BEGIN

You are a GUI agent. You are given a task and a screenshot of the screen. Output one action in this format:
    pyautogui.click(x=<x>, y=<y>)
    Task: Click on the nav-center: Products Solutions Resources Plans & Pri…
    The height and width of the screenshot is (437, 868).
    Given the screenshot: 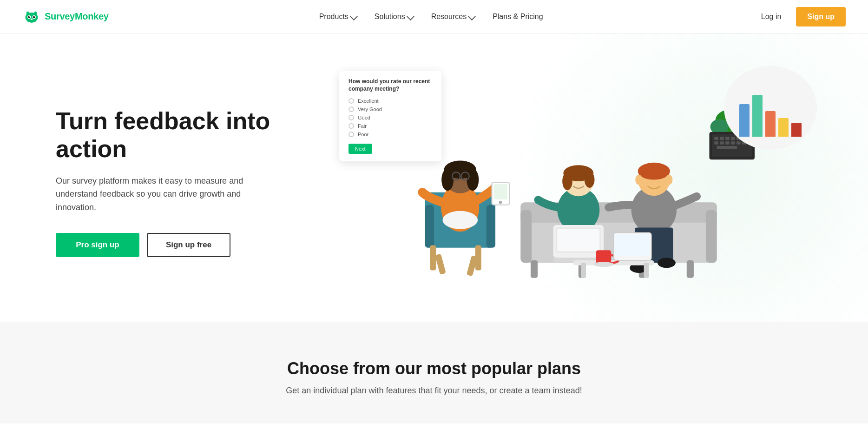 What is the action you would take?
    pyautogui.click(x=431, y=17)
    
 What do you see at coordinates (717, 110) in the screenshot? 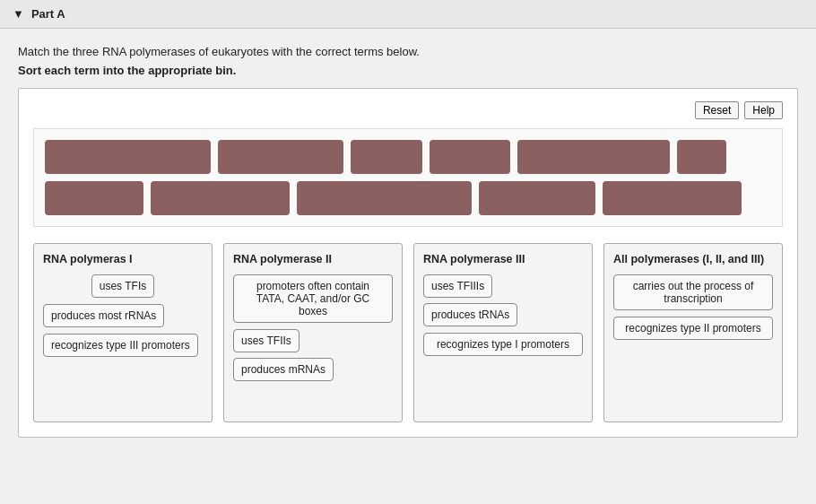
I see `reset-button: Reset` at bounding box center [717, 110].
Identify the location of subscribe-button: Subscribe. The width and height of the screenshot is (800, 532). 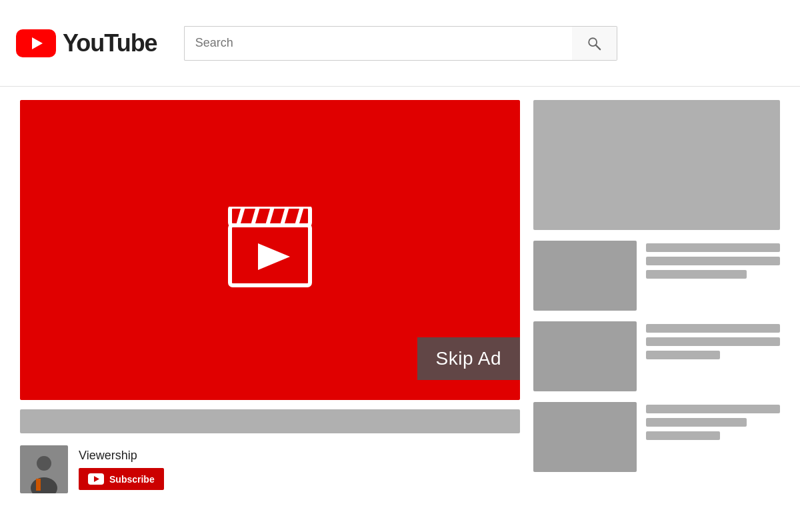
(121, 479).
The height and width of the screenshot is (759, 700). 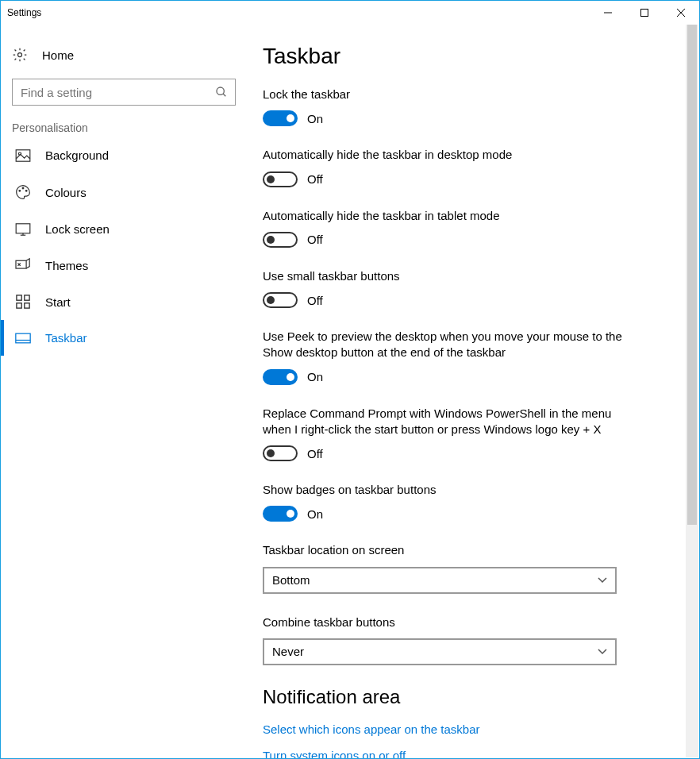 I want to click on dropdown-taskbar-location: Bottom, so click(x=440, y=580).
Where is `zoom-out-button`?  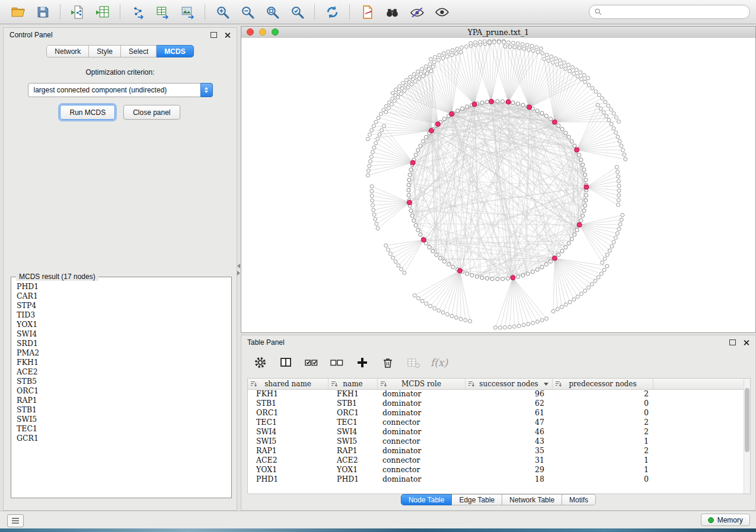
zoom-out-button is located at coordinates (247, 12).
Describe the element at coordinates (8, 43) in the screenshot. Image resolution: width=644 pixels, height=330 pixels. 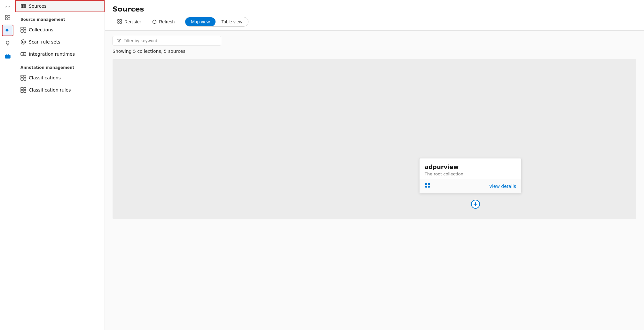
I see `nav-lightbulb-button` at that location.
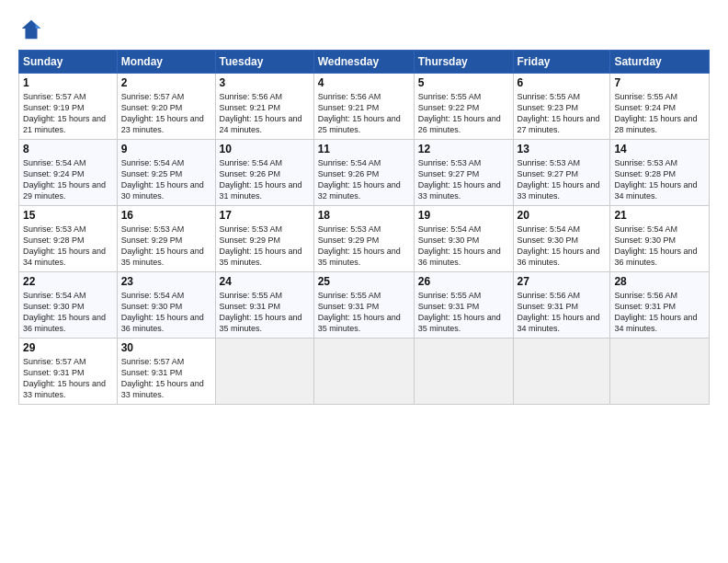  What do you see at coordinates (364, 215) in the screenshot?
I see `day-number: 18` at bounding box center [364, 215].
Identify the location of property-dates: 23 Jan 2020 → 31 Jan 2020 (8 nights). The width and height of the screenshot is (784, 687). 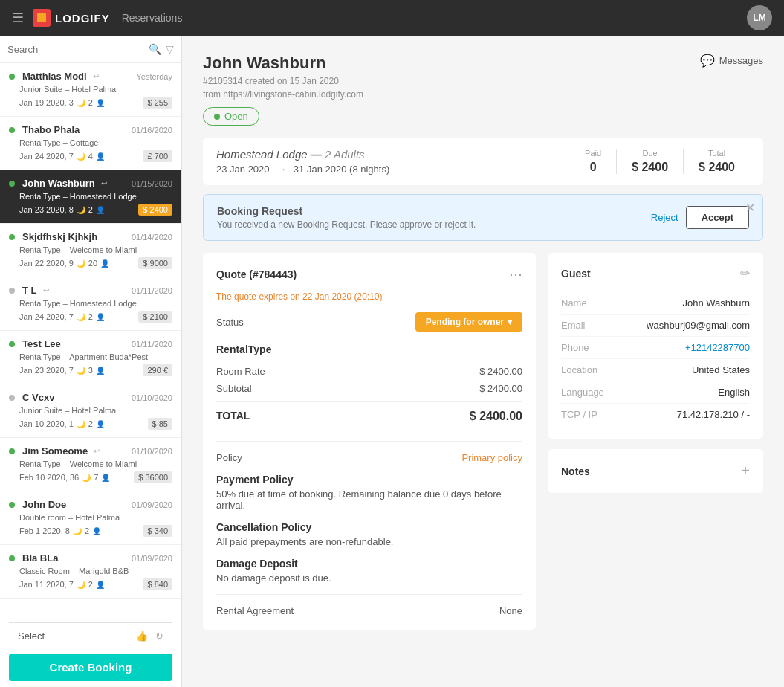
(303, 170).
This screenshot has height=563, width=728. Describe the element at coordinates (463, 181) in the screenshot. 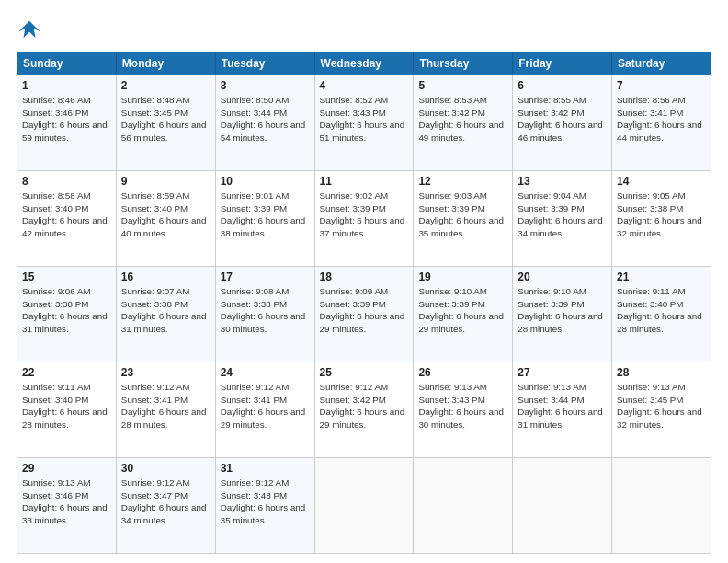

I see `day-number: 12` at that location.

END

What you will do: Could you transcribe exactly the lines from the one with "Identify the location of property-dates: 23" through the end of the data, both ends included, and nothing else, skipping the pictures?

Answer section:
Identify the location of property-dates: 23 Jan 2020 → 31 Jan 2020 (8 nights). The width and height of the screenshot is (784, 687). 
(303, 170).
This screenshot has height=563, width=728. Describe the element at coordinates (463, 181) in the screenshot. 

I see `day-number: 12` at that location.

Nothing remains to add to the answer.